The information provides a more accurate picture of the region’s homeless population than the annual, federally required point-in-time survey conducted by the Maine State Housing Authority, which happens one night a year in late January, MaineHousing spokesperson Scott Thistle said.
“That number that they come up with from that night becomes the basis for the vast majority of the federal funding we get to respond to homelessness in Maine,” Thistle said. “I think everyone agrees it’s not a very valid data point.”
In addition to gathering data, Weatherbee organizes weekly meetings for service providers to review the growing list of people experiencing homelessness.
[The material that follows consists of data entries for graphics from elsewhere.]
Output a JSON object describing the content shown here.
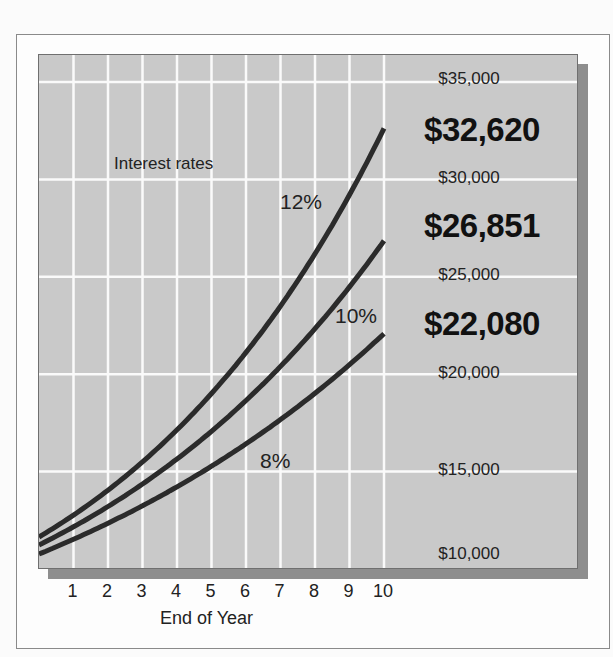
{
  "chart_data": {
    "type": "line",
    "title": "",
    "xlabel": "End of Year",
    "ylabel": "",
    "annotation": "Interest rates",
    "x": [
      0,
      1,
      2,
      3,
      4,
      5,
      6,
      7,
      8,
      9,
      10
    ],
    "x_tick_labels": [
      "1",
      "2",
      "3",
      "4",
      "5",
      "6",
      "7",
      "8",
      "9",
      "10"
    ],
    "y_tick_labels": [
      "$35,000",
      "$30,000",
      "$25,000",
      "$20,000",
      "$15,000",
      "$10,000"
    ],
    "ylim": [
      10000,
      35000
    ],
    "grid": true,
    "series": [
      {
        "name": "12%",
        "rate": 0.12,
        "values": [
          10000,
          11200,
          12544,
          14049,
          15735,
          17623,
          19738,
          22107,
          24760,
          27731,
          31058
        ],
        "end_label": "$32,620"
      },
      {
        "name": "10%",
        "rate": 0.1,
        "values": [
          10000,
          11000,
          12100,
          13310,
          14641,
          16105,
          17716,
          19487,
          21436,
          23579,
          25937
        ],
        "end_label": "$26,851"
      },
      {
        "name": "8%",
        "rate": 0.08,
        "values": [
          10000,
          10800,
          11664,
          12597,
          13605,
          14693,
          15869,
          17138,
          18509,
          19990,
          21589
        ],
        "end_label": "$22,080"
      }
    ],
    "end_values": [
      "$32,620",
      "$26,851",
      "$22,080"
    ]
  },
  "labels": {
    "annotation": "Interest rates",
    "xlabel": "End of Year",
    "y": {
      "y35": "$35,000",
      "y30": "$30,000",
      "y25": "$25,000",
      "y20": "$20,000",
      "y15": "$15,000",
      "y10": "$10,000"
    },
    "big": {
      "r12": "$32,620",
      "r10": "$26,851",
      "r8": "$22,080"
    },
    "curves": {
      "r12": "12%",
      "r10": "10%",
      "r8": "8%"
    },
    "xticks": [
      "1",
      "2",
      "3",
      "4",
      "5",
      "6",
      "7",
      "8",
      "9",
      "10"
    ]
  }
}
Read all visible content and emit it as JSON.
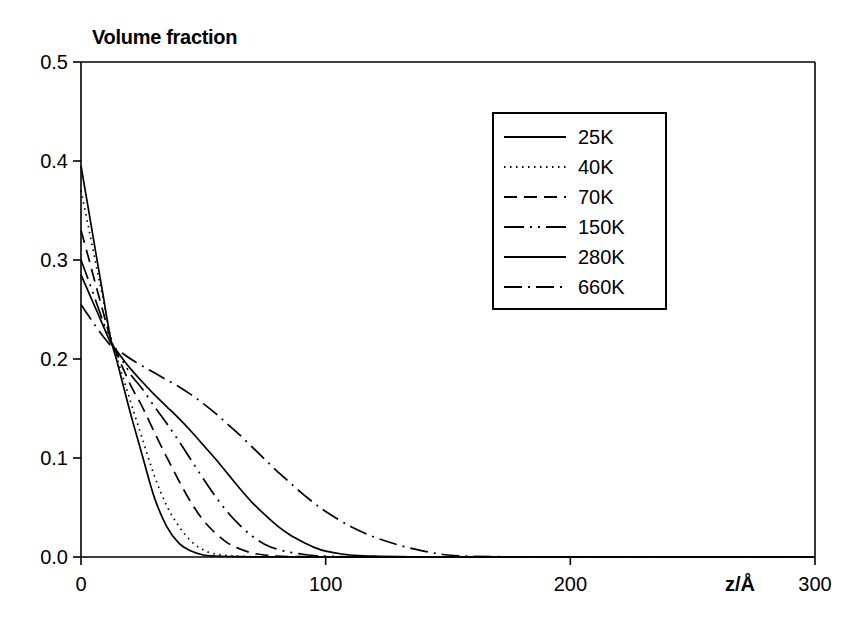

The team evaluates each person’s needs and develops a plan to connect them with the right resources, she said.
Service providers can follow up with people on the list when resources, such as a bed in a shelter or mental health treatment, become available, said Boyd Kronholm, executive director of the Bangor Area Homeless Shelter.
Weatherbee has previously held a handful of positions helping unsheltered people and connecting them with housing, both in the Bangor area and southern Maine.
Though she misses her days of seeking out people in encampments to evaluate what they need and how to help, Weatherbee believes that experience has led her to her current position.
“I wouldn’t say this was the job I dreamt of as a child, but this has been the direction my career has gone and it makes complete sense for me to be here and I couldn’t be happier,” she said. “It’s exciting to be part of this change and it’s fulfilling in different ways.”
Kronholm, who has worked with Weatherbee in her previous roles, said her boots-on-the-ground experience gives her a unique understanding of the people who need help as she captains Built For Zero locally.
“It’s a role she’s inventing since it hasn’t existed before,” he said. “The experiences she brings from working with people face-to-face serve her well in this new role.”
When she’s not compiling information, Weatherbee is in constant contact with shelters, providers of mental health resources and other agencies in Penobscot and Piscataquis counties aiming to better coordinate services for people experiencing homelessness. Weatherbee said this is a far cry from before, when there was “no communication and a lot of duplication of resources” among service providers.
Despite the progress she’s seeing, Weatherbee’s job is mostly invisible to the public, so she understands and shares their frustration when it feels like nothing is being done to help Bangor’s most vulnerable population.
“I know if I wasn’t doing this work, I’d feel frustrated and have questions, too,” she said. “It took us a long time to get us into this situation, and it’s going to take us time to get out of it, but this coordinated system change is what’s going to get us to a long-term solution.”
It’s also important to remember that, while Built For Zero is a proven strategy to address homelessness, it is not a crisis response measure, Thistle said. Its mission is to create a response plan so people can connect with the right resources and not slip through the cracks when they become homeless. But that takes time.
“When an encampment needs to be dismantled, Jen’s job isn’t to go out and find a place for those people to live,” Thistle said. “Her job is to create a behind-the-scenes network for all those resources to be connected. She has an enormously important job to do, and she has done a great job so far.”
It can be frustrating for Weatherbee to not see immediate results from her work, but gathering data and connecting resources form the foundation needed to make sweeping, long-lasting change.
In time, Weatherbee believes Bangor can achieve that “functional zero” level of homelessness.
“I think it’ll take time and we’re just at the beginning, but I absolutely think it’s achievable,” she said. “We have something special here in Bangor. I know we have a large number of people experiencing homelessness, but we also have a lot of organizations that are in this fight.”